Mozambique: Quelimane Mayor Wants Another Term of Office

Maputo — The Mayor of the central Mozambican city of Quelimane, Manuel de Araujo, announced on Saturday that he intends to run for a further term of office in the municipal elections scheduled for 11 October 2023.

Speaking at a ceremony where ten new Quelimane city councillors took office, Araujo said "I am willing to continue leading the Quelimane municipality. The date fixed for the election coincides with the date of my birthday, which means we will have a double party, the first for our victory at the polls, and the second for my birthday".

Araujo was confident that he will be the Quelimane mayoral candidate for the main opposition party, Renamo. This is a daring assumption, since relations between Araujo and the rest of the Renamo leadership hit a new low last week, when the Renamo national spokesperson, Jose Manteigas, publicly called Araujo a liar.

This followed an interview Araujo granted to Mozambican Television (TVM) in which he claimed that Renamo obliges mayors elected on the Renamo ticket to steal money from the municipal coffers and deliver it to the party, and denounced the lack of democracy inside Renamo.

Manteigas retorted "It is not, and never has been, the practice or culture of Renamo to abuse its position, much less to instruct or oblige or in way force members of the party to commit illicit acts". That would be "completely opposed to our ideology and philosophy of governance".

He pointed out that Araujo had benefitted from Renamo's internal democratic procedure. He passed through an internal election to become the Renamo candidate for mayor in 2018, and at the Renamo congress held in January 2019, he was elected to the party's national council.

Araujo has made a habit of changing his party. He was elected to the Mozambican parliament, the Assembly of the Republic, in the 2004 elections, on the Renamo list. But he then deserted Renamo and joined the newly formed Mozambique Democratic Movement (MDM) in order to run as the MDM candidate in the mayoral by-election in Quelimane in 2011. He won that election, and two years later, in 2013, he was the MDM candidate for mayor of Quelimane in nationwide municipal elections.

The MDM wanted to run him again at the next local elections, in 2018, but Araujo abandoned the party on whose back he had prospered, and rejoined Renamo. He was head of the Renamo list for Quelimane in the 2018 elections, and again he won. He has thus been mayor of Quelimane for over a decade, but representing two different parties.

Manteigas said that Araujo's own trajectory proved that there is genuine democracy in Renamo. He urged Araujo "to concentrate on solving the problems of the Quelimane municipality", and not to run to the mass media to express his disagreements with the rest of the party leadership.

Manteigas did not suggest that Renamo might take any disciplinary measures against Araujo, but this clash must reduce Araujo's chances of being the Renamo candidate for Mayor of Quelimane in the municipal elections scheduled for 2023.

On Saturday, Araujo admitted that Renamo may no longer look on him favourably. But, with or without Renamo's backing, he intended to run for mayor in 2023. "It's up to Renamo", he said. "Whether Renamo accepts me or drops me, I shall run in the election. If it doesn't want me, too bad".

The Renamo provincial delegate in Zambezia, Elisa Cipriano, told reporters it was "premature" to comment on Araujo's remarks. Nonetheless, she said that if he does submit nomination papers, Renamo will support him.

Araujo said he wants a further term of office to recover the time lost because of the Covid-19 pandemic. The programme on which he was elected in 2018 was unfinished: the Quelimane Council had been unable to pave roads, install more cycle paths, or expand the city's drainage system. "All of this was compromised by the coronavirus pandemic", he claimed, "which means that the last two years were lost".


● **Task statement**:
Extract each line holding the word "Vault" from the entries.

- - - - - - -

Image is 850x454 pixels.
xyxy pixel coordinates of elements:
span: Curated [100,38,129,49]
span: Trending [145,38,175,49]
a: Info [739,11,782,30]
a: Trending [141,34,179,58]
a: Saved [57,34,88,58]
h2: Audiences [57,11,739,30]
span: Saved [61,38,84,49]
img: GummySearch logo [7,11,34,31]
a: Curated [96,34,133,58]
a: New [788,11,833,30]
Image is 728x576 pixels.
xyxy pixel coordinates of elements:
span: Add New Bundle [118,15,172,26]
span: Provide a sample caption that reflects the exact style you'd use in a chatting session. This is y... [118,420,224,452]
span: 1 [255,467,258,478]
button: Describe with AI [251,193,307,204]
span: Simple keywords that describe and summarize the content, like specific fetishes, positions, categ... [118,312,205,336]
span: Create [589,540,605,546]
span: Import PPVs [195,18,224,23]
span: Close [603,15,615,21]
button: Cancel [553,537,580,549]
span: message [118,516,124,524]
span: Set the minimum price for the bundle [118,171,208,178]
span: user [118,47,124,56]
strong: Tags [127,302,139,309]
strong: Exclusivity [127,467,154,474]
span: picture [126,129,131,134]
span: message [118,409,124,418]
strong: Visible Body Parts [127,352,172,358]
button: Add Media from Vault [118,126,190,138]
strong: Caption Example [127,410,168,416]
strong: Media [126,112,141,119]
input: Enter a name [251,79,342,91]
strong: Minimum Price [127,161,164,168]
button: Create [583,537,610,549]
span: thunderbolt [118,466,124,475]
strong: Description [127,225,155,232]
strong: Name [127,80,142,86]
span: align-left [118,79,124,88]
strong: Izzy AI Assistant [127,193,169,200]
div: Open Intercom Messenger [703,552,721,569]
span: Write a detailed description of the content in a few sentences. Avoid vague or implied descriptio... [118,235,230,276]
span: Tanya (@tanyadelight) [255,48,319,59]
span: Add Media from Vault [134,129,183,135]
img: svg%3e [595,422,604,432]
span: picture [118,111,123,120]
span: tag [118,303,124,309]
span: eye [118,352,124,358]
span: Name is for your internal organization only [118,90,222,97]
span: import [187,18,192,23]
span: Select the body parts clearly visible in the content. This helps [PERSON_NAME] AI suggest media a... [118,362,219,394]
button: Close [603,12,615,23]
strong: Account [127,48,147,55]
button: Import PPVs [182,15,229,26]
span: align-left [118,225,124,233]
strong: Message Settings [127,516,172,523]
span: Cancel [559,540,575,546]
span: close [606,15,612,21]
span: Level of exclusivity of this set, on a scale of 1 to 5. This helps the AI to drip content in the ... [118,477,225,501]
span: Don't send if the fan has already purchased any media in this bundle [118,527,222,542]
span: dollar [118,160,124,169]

- - - - - - -

● **Worked solution**:
button: Add Media from Vault [118,126,190,138]
span: Add Media from Vault [134,129,183,135]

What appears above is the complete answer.